Last night was the television premiere of the David Cronenberg film “A History of Violence.” There was mayhem, dark secrets exposed and plot twists galore, all penetratingly portrayed. But the image that I have been most unable to shake is this: Maria Bello, as a trailing-edge boomer mom of a taller-than-her teenaged son, donning her high school cheerleader’s outfit and making whoopee with hubby Viggo Mortensen—also a boomer—like rodeo champs.
The thing is: the darned thing fit. (The cheerleader’s outfit, that is.) I mean, I can buy that a great guy can have a violent streak, that people aren’t always who they appear to be, even that boomers can have great, athletic sex…but that anybody in her 40’s up who has had two children (there was a daughter, too) can still zip up that teeny tiny skirt: now, I know this is a Hollywood film.
I know, I know. You’re going to tell me that boomers are healthier, more fit and more vital than any other generation in history. (That’s actually my line…) But when it comes to aspirational imaging of boomers, I’m ready to say that our tastemakers have overshot the mark.
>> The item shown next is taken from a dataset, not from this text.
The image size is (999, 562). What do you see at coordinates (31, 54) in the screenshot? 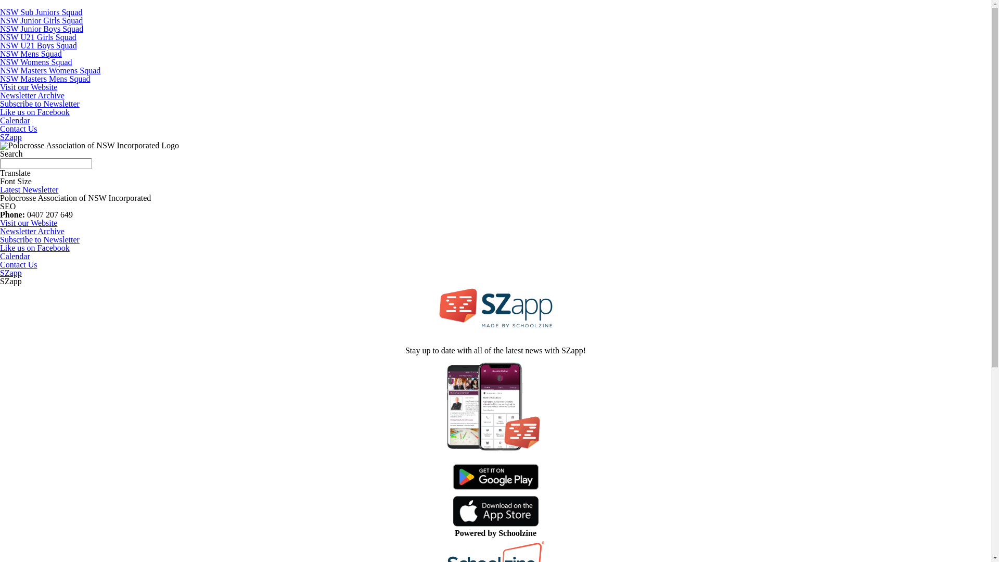
I see `NSW Mens Squad` at bounding box center [31, 54].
If I have to see one more advertisement featuring a 60-year-old woman parachuting from an airplane, driving a race car or shooting rapids down a river; one more model search looking for boomer moms and daughters who can still share the same pair of jeans; one more 50-year-old movie star without a line showing on her face, it will be one too many. I know that there are women at these and even older ages doing/being/having these things. Portraying the small percentage of women who are the exception rather than the rule, this is what marketers call aspirational. I’ve got another word for it: overachieving. Makes me tired just to think about it.
But, don’t we all still dream of these things? Is it my growing aversion to aspirational imaging that is, in fact, the exception rather than the rule? On Monday, I’ll tell you about a research study I did with Dr. Jimmy Smull of 100 well-educated, high performing leading edge boomer women, and what they, in truth, really aspire to. Hint: not one of their dreams required a crash helmet.